Now you can walk down through these glorious shops towards the new bridge, and if you’re game, perhaps even strike up a conversation with many of the learned shop owners, some of who helped me on my quest for markams and their approximate guitar tunings… which eventually led me to purchase the bağlama, or saz you can see here in this photo.

I was originally interested in an oud, but given it has no frets and I’ve not a lot of time to spend finessing my fingering over a fretless instrument, and with the saz being such a popular instrument in both the Arabesque and Fasil styles, I was hooked.

Curiously, İstiklal Avenue morphs out of Taksim Square. Taksim, or Taqsim is the name given to a style of melodic improvisation that generally leads Arabic and Turkish music! Got to love that!

Getting to know you

Firstly, I’ve just got to say, I am totally and utterly smitten with the music of Turkey… from it’s Byzantine origins to it’s deeply ornamental “art” music, from the profoundly moving choral work of the Sufi composer Dede Efendi to the gorgeous lyricism of the much loved and missed singer, Zeki Muren. I was entirely overcome and moved at one point to tears during my brief listening trip to Istanbul, which, I must add, began during my first move to Melbourne in 1992 when I’d met the Kanun player, Ali Ozsoy and his sprightly, lovable daughter, Nilufer.

I’d not heard a Kuhnen before nor had I’d had any experience of traditional Turkish music, but I was transfixed and from there began a journey exploring the traditional music of various cultures, from Sarawak to Korea, China to Mongolia and of course more recently, Turkey.

Getting to know the music of Turkey is a long but joyful journey which, I hope, will become far more enlightening through the process of learning the saz.

Tune me please

And so it came to pass that I would have to learn to tune my saz… Not surprisingly it didn’t hold its tuning at all! So much so, I had no idea where to start. I started by sending an email to the lutherier. All the documents I’d read pointed to various tuning options, including the rather open ended “tune to the vocal range of the singer”!

As I’d purchased a chromatic tuner I was keen to get this puppy sounding as sweet as it did when I’d played it in Istanbul. The other thing I wanted to ensure was that it would tune to concert pitch as I don’t intend to play it in isolation, and given I’ve got a reasonably strong 4 octave range on my voice, I wanted both a tuning that would be acceptable for Turkish tunes and my own compositions.

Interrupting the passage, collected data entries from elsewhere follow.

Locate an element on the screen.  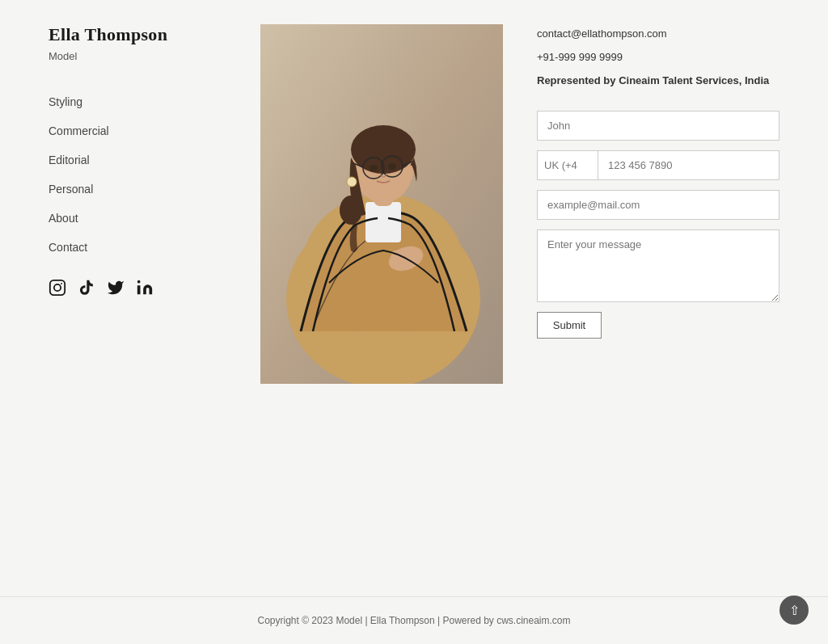
nav-menu: Styling Commercial Editorial Personal Ab… is located at coordinates (137, 175).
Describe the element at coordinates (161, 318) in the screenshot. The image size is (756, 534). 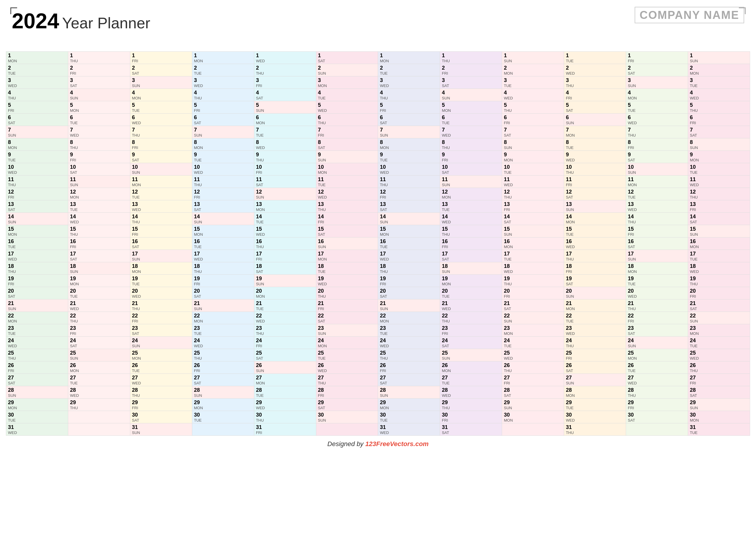
I see `calendar-cell-mar-22: 22FRI` at that location.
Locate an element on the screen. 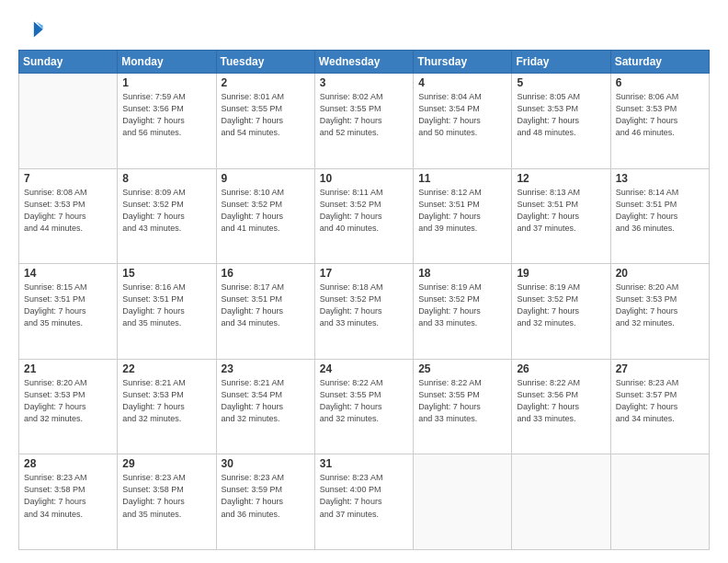  header-row: SundayMondayTuesdayWednesdayThursdayFrid… is located at coordinates (364, 63).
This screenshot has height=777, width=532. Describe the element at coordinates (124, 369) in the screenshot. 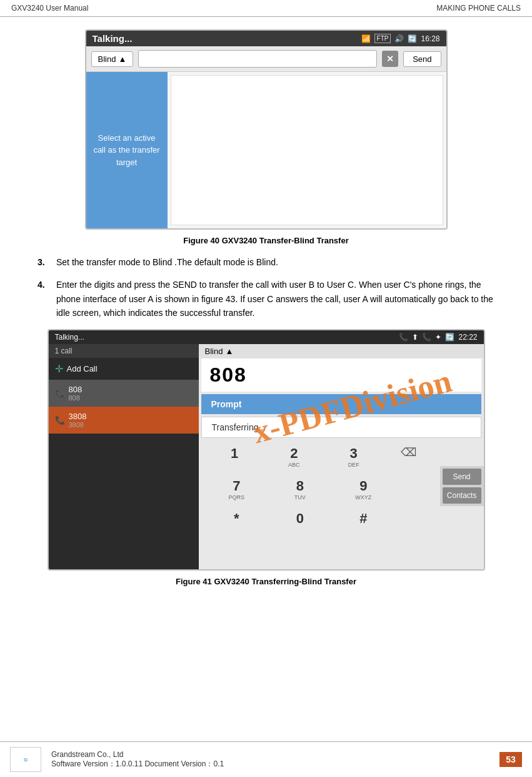

I see `add-call-row: ✛ Add Call` at that location.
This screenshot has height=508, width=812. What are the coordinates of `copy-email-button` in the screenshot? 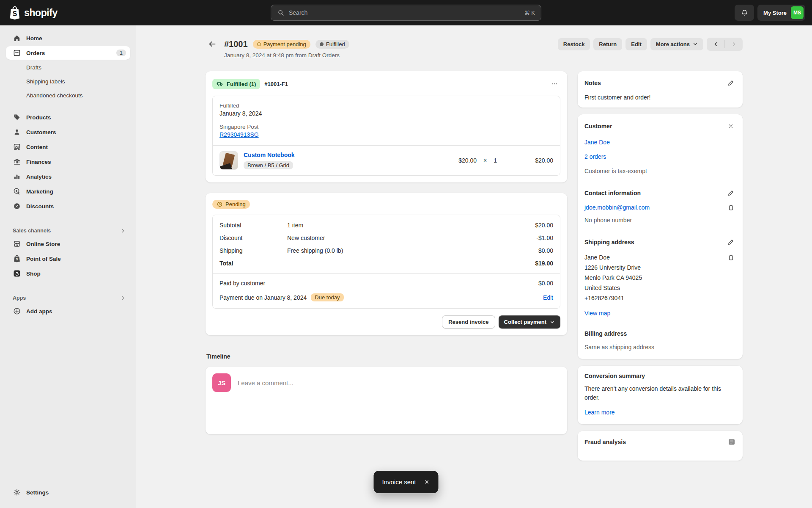 It's located at (731, 207).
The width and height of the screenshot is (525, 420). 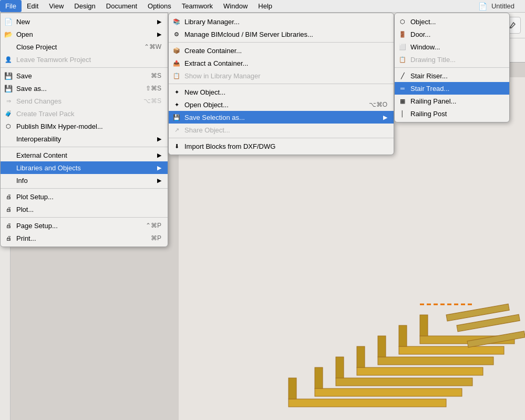 What do you see at coordinates (263, 6) in the screenshot?
I see `menubar: File Edit View Design Document Options T…` at bounding box center [263, 6].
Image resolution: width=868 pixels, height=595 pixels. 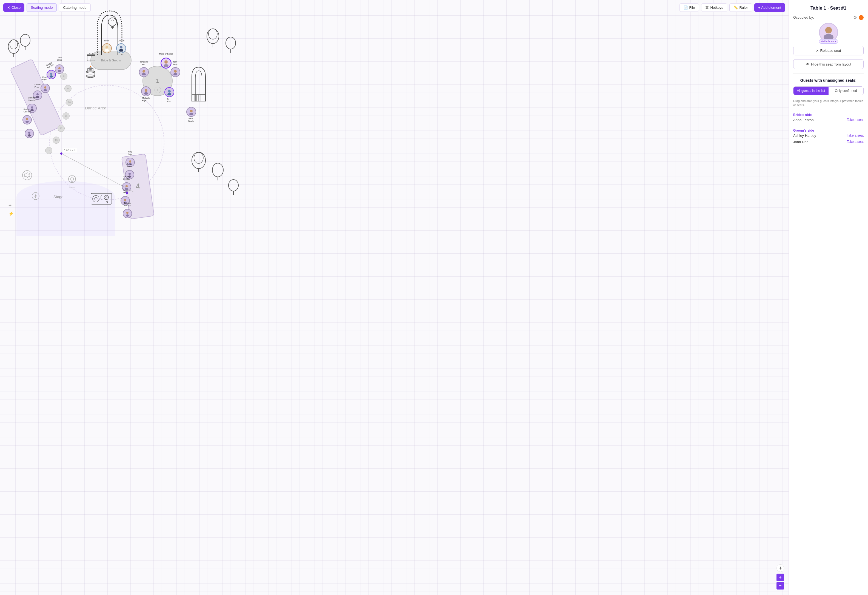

The saz is strung in three sets of 7 strings called courses, commonly referred to as X, Y and X. The closest tuning I’ve found to that I’d walked out of the shop with is A on the X, G on the Y and D on the X. It seems to work, but does sound some what odd, particularly the G. I think it may have something to do with the wooden tuning pegs. I can’t seem to get an entirely accurate tuning on at least 2 of the 7 strings. But at least I can start work on how these intervals are managed across the neck and and get some scales and fingering technique down.

Epilogue

After a few hours with A-G-D and twists and grunts across the tuning pegs I’ve managed to get the saz in tune and the tunes are starting to make themselves present. My fingers are gradually gaining confidence and I’m already working on a couple of new pieces. I want to hear the saz with a chamber group, or as part of a violin and cello trio… But this is how it always happens with me. As soon as I start work on a new instrument, no sooner have I got it under my fingers than I’m writing with it already, often resulting in poor technique, but a constant flow of ideas.





Lebanese country jam

4 05 2008

When there’s an abundance of rhubarb and an oversupply of recipes on the net, nothing like a good old jam to get one through a chilly Sunday afternoon.